University of British Columbia Library, Rare Books and Special Collections

In 1936, Vancouver, British Columbia’s Chinese community celebrated the city’s Golden Jubilee by constructing an elaborate carnival village between Pender and Carrall Streets. The community erected a bamboo gate and invited tourists and non-Chinese visitors to enjoy the Chinese cultural activities on display, including a pagoda featuring the work of 20 artists and artisans, a temple housing Chinese ceremonial objects, and colourful parades. The celebration was an important milestone in the evolving relations between Chinese Canadians and the broader Vancouver community during the Exclusion Period (1923-1947).

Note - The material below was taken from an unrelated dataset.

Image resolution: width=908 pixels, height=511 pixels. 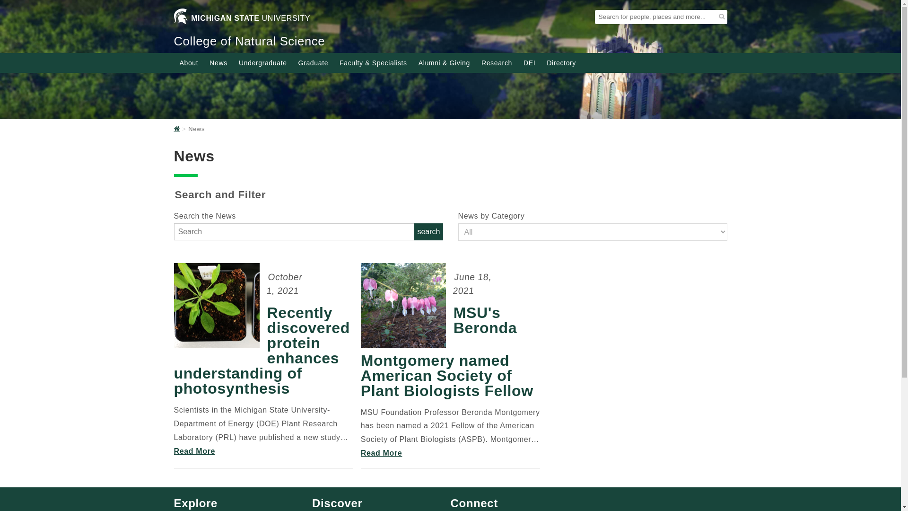 What do you see at coordinates (189, 62) in the screenshot?
I see `About` at bounding box center [189, 62].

Oriental Canadians: Outcasts or Citizens? is a pamphlet addressing the causes and circumstances of racial discrimination against Chinese, Japanese, and Indian Canadians. It's co-author, socialist politician Angus MacInnis, was a Member of Parliament and was a founding member of the Co-operative Commonwealth Federation (CCF). In the pamphlet, he and wife Grace MacInnis call for more just treatment of Chinese Canadians (however conform to the then-popular sentiment that Japanese internment was necessary). Throughout the 1930s, the CCF were criticized for their campaigns to give 'Oriental Canadians' the right to vote in provinces where they were barred from registering on the voter's list.